Apple's services category, which includes the App Store, iTunes Store, Apple Music, Apple Pay, AppleCare, iCloud, licensing, and other services, set an all-time quarterly record revenue in the fourth fiscal quarter of 2017.
During the quarter, the services category brought in $8.5 billion, up from $6.3 billion in the year-ago quarter for an impressive 34 percent growth.
Apple's services category is the size of a Fortune 100 company, a milestone Apple hit earlier this year. Apple often attributes much of the growth of its services category to the App Store, and that continues to be the case this quarter.

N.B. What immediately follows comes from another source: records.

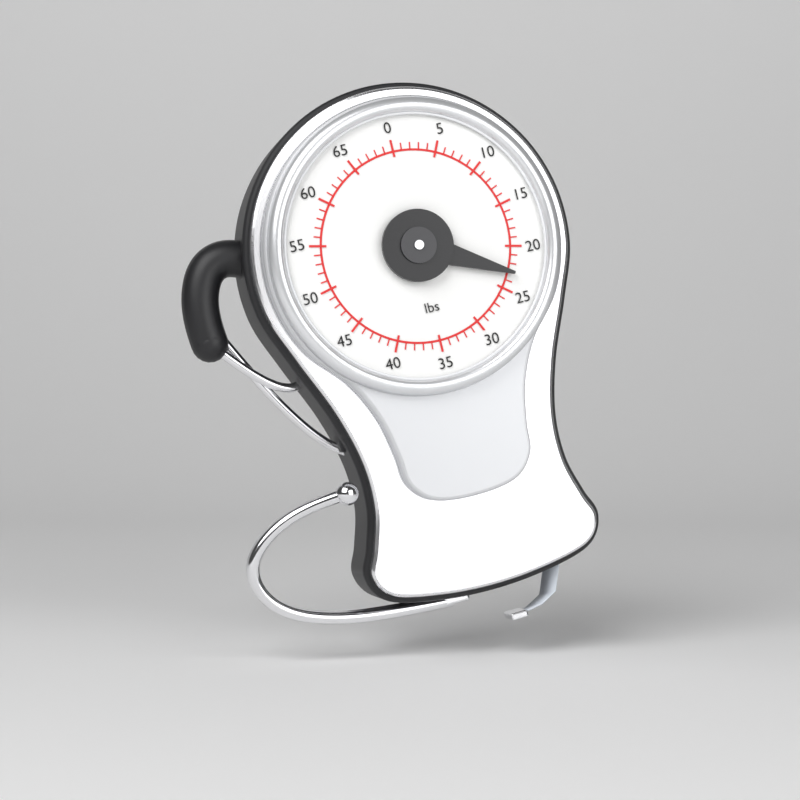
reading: 23 lbs
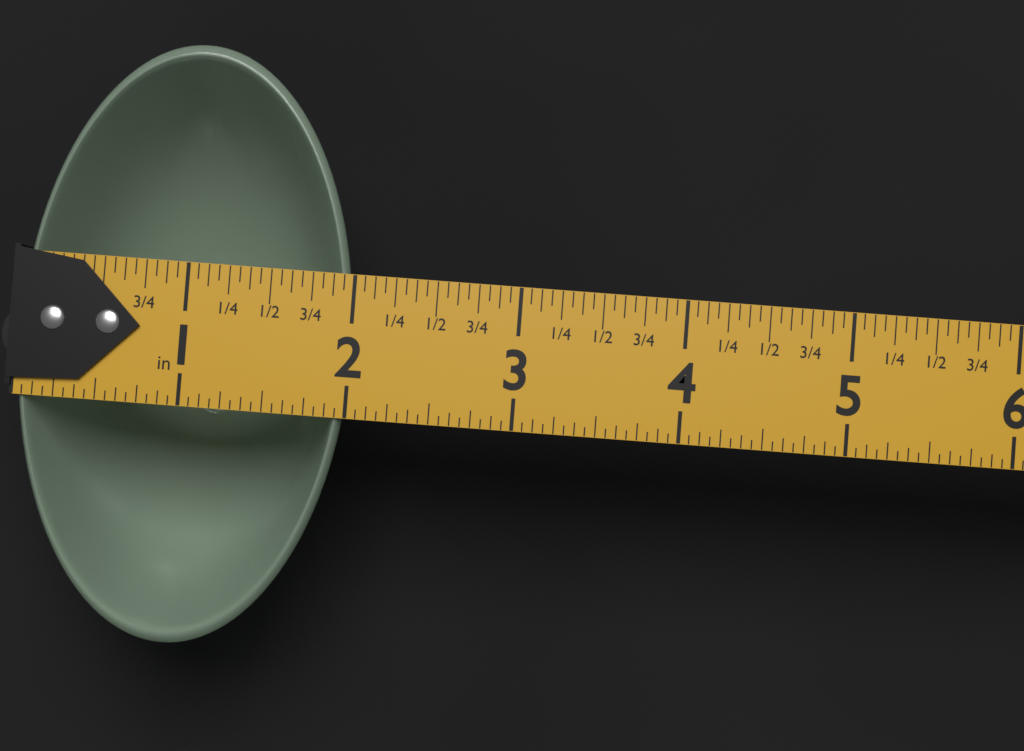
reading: 2.0000 in
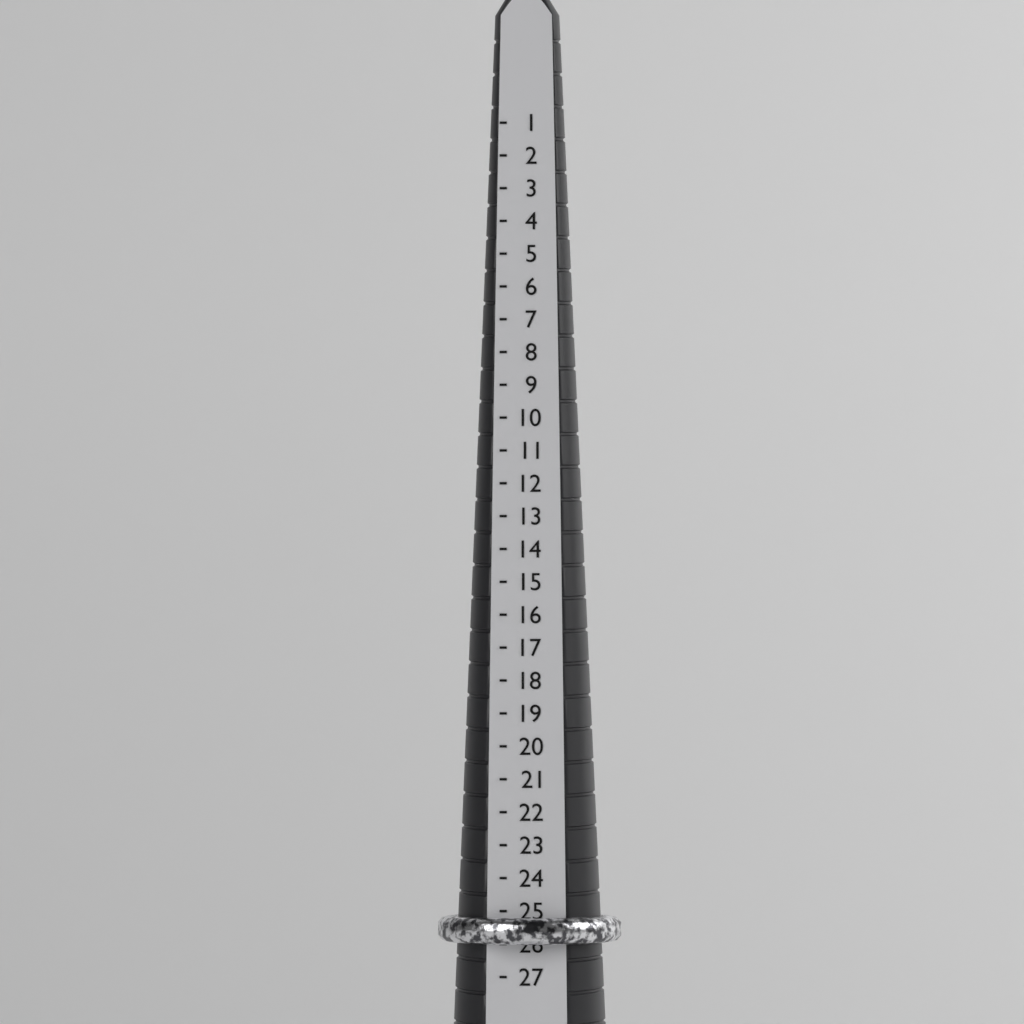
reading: 26 (no unit)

iOS 11 brought an entirely new App Store experience that splits Games and Apps into separate tabs and introduces a new "Today" section that allows Apple to better highlight the wide variety of apps that are available in the App Store, offering up a range of editorial picks to improve app discovery. Apple says the new design has increased customer visits, the number of apps downloaded, and the amount of time customers spend in the store.
The iOS 11 update also introduced ARKit, making the iPhone and the iPad the largest augmented reality platform in the world. There are already more than 1,000 ARKit apps available for download from the App Store.
Apple Music revenue also "grew strongly" during the quarter, with 75% growth in subscribers year-over-year, and iCloud also saw "double-digit growth" when it comes to monthly average users and revenue. Apple has 210 million paid subscriptions across all its services category, up 25 million in 4Q 2017 alone.
Apple is aiming to double its 2016 services revenue by 2020, and Apple CEO Tim Cook this afternoon said the company is well on its way to hitting that goal.
Top Rated Comments
I don’t see many people signing up for iCloud storage if they don’t own an iPhone to back up to it from.
[doublepost=1509659411][/doublepost]Guess this means they won’t be dropping the price of iCloud storage anytime soon. Maybe after they finish that data center. One can hope.